The veil of secrecy was finally lifted over the weekend, and Moscow permitted
scientists from the nearby Novosibirsk Institute of Geology and Mineralogy to
talk about it with Russian journalists.
According to the official news agency, ITAR-Tass, the diamonds at Popigai are
"twice as hard" as the usual gemstones, making them ideal for industrial and
scientific uses.
The institute's director, Nikolai Pokhilenko, told the agency that news of
what's in the new field could be enough to "overturn" global diamond markets.

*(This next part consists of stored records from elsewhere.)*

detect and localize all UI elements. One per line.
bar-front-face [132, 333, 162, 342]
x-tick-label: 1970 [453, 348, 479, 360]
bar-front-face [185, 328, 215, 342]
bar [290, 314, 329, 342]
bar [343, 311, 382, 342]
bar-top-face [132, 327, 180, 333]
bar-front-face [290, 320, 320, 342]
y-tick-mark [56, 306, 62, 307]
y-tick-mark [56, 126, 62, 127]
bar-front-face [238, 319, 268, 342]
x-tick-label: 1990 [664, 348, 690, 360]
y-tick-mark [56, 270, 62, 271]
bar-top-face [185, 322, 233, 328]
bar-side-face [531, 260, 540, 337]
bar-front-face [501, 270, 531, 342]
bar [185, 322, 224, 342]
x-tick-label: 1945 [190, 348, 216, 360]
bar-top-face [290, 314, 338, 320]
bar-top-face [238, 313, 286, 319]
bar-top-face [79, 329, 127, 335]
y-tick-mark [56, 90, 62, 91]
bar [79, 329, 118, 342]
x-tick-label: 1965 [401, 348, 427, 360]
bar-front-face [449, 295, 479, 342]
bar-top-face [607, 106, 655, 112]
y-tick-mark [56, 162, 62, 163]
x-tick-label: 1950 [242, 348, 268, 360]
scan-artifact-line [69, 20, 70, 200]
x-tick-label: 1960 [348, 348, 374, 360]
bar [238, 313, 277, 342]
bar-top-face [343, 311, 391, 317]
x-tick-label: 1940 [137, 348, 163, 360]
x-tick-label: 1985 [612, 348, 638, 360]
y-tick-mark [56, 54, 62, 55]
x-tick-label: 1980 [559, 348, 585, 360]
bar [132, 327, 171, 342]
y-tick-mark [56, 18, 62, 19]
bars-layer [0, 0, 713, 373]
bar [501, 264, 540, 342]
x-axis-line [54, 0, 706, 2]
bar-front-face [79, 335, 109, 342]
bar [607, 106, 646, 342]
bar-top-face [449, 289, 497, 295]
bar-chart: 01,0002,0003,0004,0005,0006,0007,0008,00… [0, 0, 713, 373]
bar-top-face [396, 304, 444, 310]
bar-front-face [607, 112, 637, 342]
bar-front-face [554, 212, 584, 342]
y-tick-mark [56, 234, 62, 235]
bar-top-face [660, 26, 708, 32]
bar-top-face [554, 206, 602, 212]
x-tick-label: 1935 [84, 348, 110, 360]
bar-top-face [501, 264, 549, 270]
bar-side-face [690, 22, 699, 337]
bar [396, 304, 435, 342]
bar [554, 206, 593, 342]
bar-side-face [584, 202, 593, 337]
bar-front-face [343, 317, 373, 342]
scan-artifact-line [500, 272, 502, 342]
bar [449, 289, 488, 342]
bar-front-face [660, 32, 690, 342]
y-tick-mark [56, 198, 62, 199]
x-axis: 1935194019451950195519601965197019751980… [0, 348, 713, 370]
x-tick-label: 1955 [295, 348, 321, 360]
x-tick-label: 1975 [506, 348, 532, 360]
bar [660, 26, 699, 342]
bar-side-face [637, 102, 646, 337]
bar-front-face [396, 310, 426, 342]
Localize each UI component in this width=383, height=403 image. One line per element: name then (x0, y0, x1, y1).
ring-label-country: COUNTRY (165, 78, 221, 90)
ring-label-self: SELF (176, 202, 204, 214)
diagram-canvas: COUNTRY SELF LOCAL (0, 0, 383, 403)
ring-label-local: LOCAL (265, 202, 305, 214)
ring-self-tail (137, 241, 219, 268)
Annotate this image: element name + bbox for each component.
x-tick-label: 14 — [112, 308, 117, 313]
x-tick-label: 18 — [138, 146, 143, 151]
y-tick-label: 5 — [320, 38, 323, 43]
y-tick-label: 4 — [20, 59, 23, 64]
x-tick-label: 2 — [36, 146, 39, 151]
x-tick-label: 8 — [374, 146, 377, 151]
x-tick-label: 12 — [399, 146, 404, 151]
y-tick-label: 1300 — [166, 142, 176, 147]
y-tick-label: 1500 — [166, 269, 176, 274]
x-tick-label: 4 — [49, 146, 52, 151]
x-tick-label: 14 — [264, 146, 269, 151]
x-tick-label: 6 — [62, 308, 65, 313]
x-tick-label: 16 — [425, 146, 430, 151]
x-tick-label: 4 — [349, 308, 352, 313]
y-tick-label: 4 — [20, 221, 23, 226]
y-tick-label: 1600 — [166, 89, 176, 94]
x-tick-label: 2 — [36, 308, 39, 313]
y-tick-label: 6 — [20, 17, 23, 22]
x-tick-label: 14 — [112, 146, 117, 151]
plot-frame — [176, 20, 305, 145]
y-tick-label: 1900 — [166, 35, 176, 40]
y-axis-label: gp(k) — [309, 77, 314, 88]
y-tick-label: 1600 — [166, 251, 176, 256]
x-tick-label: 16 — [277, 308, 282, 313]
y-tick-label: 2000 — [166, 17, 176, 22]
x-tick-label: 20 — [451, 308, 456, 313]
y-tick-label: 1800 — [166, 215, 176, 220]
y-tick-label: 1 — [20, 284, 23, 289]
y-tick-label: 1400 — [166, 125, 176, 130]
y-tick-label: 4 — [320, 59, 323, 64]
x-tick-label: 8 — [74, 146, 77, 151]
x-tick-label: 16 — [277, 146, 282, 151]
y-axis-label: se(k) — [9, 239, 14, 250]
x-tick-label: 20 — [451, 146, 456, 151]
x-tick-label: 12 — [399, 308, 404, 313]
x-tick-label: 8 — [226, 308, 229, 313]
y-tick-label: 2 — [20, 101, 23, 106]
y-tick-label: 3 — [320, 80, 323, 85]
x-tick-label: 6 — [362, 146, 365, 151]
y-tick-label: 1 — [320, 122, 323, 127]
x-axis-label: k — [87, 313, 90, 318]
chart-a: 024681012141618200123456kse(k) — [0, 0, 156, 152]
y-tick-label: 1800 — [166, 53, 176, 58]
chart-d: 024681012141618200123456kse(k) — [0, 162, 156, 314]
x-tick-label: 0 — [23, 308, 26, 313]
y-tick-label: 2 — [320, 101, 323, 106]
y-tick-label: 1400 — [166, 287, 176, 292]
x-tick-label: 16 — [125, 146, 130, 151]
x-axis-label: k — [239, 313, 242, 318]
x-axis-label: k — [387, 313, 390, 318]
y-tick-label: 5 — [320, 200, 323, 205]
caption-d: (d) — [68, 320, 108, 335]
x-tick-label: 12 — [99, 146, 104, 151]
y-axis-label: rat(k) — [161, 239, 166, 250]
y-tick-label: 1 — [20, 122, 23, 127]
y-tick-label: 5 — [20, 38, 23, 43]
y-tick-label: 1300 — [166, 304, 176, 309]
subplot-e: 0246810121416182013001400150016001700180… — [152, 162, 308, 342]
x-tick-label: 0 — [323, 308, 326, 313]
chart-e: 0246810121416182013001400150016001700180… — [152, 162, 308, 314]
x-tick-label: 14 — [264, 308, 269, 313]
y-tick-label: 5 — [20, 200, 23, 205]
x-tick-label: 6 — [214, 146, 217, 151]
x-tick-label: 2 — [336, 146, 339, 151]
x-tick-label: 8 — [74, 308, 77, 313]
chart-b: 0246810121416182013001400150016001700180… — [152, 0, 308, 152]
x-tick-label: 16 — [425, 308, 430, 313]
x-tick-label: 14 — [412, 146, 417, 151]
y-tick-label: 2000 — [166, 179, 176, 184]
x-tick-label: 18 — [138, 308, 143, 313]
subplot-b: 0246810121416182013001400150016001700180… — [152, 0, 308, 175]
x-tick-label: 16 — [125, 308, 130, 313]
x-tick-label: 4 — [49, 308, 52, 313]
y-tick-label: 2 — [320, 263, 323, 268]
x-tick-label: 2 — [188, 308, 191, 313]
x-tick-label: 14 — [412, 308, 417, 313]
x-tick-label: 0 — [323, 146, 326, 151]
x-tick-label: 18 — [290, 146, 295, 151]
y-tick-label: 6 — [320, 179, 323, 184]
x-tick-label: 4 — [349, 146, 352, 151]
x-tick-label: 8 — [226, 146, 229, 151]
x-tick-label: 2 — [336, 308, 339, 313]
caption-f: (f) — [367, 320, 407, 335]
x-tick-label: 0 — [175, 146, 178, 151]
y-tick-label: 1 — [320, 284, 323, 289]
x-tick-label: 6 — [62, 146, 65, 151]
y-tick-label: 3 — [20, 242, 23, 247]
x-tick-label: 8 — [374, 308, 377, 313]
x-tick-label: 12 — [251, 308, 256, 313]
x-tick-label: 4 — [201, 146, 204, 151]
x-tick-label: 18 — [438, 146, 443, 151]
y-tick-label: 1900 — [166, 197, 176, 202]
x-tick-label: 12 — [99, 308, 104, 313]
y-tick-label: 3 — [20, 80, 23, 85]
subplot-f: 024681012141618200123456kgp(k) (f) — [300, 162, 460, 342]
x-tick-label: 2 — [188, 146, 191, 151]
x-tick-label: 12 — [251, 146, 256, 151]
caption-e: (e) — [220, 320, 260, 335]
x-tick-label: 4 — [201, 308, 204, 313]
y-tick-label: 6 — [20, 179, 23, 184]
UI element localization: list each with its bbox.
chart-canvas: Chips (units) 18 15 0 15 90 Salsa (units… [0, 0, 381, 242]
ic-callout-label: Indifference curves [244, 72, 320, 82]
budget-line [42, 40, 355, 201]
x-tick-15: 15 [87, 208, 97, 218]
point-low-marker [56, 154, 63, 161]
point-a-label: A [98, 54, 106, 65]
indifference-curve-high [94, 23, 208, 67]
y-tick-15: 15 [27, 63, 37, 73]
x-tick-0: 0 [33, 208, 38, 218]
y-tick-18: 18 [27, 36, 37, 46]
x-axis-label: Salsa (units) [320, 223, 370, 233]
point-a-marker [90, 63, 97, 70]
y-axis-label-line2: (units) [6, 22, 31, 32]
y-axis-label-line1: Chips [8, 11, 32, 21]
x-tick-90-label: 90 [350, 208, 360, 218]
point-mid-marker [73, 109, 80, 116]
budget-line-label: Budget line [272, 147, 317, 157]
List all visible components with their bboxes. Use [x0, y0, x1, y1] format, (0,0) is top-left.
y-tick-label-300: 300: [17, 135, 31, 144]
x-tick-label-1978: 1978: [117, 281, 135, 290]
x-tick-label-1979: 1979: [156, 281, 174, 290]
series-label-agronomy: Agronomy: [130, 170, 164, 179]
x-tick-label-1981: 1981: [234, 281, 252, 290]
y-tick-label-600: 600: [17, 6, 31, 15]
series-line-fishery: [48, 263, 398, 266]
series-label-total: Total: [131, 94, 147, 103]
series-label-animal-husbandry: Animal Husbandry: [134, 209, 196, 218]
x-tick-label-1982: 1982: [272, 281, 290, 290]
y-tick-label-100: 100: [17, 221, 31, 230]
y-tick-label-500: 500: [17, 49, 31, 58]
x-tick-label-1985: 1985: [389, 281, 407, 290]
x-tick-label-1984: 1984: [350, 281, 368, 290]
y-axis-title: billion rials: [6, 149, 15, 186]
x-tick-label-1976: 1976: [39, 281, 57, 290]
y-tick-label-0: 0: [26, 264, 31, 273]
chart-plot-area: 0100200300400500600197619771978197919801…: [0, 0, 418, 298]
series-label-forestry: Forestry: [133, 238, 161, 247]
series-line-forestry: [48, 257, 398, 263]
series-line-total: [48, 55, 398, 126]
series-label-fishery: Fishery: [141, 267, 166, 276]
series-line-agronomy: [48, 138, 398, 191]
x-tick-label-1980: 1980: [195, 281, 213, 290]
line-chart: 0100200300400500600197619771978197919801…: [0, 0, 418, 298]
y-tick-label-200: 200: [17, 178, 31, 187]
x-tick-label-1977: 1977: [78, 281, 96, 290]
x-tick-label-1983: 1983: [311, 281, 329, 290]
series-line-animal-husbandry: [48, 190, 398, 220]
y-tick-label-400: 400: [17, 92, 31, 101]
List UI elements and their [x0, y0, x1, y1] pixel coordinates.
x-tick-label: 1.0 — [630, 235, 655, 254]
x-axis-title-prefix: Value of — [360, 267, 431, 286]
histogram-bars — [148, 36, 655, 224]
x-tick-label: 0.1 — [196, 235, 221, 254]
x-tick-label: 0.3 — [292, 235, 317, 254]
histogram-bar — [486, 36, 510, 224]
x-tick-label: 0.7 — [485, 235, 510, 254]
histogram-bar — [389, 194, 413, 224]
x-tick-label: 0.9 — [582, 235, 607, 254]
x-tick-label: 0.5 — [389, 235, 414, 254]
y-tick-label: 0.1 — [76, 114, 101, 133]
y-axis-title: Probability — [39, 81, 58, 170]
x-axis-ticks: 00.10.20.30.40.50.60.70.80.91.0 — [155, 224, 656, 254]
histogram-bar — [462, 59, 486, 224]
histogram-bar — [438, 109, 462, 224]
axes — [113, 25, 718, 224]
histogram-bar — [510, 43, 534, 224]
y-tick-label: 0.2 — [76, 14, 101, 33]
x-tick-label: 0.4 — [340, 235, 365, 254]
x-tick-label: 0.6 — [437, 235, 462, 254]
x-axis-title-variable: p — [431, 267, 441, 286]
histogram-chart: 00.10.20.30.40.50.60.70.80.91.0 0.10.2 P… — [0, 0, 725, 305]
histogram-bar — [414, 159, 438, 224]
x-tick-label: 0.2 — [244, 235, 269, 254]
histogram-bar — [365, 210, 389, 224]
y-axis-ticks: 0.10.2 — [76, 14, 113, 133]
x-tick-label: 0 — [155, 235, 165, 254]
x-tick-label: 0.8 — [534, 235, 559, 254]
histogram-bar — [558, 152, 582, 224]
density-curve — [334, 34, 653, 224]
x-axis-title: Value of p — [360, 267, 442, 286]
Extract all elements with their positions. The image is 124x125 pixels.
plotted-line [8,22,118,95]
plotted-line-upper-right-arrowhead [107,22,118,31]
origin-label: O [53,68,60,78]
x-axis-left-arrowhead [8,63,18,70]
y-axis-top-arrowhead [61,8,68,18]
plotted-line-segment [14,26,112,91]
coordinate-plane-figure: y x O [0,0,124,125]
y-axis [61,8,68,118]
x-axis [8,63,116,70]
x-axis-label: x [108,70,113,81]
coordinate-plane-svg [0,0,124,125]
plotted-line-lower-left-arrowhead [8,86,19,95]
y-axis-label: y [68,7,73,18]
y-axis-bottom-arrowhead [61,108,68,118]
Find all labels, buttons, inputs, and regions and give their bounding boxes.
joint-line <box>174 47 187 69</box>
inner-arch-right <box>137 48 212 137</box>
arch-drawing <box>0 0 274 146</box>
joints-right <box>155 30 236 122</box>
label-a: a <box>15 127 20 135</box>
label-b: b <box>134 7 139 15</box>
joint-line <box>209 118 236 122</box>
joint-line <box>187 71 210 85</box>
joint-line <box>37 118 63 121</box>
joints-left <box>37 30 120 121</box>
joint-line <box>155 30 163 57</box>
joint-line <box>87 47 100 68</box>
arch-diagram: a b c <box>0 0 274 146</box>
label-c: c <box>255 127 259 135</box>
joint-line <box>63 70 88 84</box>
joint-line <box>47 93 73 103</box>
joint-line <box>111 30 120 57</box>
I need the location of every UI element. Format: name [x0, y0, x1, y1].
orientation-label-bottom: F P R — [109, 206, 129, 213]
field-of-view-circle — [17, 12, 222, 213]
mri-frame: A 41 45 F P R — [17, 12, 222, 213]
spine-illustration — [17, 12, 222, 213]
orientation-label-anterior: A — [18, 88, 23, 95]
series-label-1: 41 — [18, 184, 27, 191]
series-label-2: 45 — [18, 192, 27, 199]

"The resources of super-hard diamonds contained in rocks of the Popigai
crypto-explosion structure, are by a factor of ten bigger than the world's all
known reserves," Mr. Pokhilenko said. "We are speaking about trillions of
carats. By comparison, present-day known reserves in Yakutia are estimated at
one billion carats."
The type of stones at Popigai are known as "impact diamonds," which
theoretically result when something like a meteor plows into an existing diamond
deposit at high velocity. The Russians say most such diamonds found in the past
have been "space diamonds" of extraterrestrial origin found in meteor craters.
They claim the Popigai site is unique in the world, thus making Russia the
monopoly proprietor of a resource that's likely to become increasingly important
in high-precision scientific and industrial processes.
"The value of impact diamonds is added by their unusual abrasive features and
large grain size," Pokhilenko told Tass. "This expands significantly the scope
of their industrial use and makes them more valuable for industrial purposes."
Russian scientists say the news is likely to change the shape of global diamond
markets, although the main customers for the super-hard gems will probably be
big corporations and scientific institutes.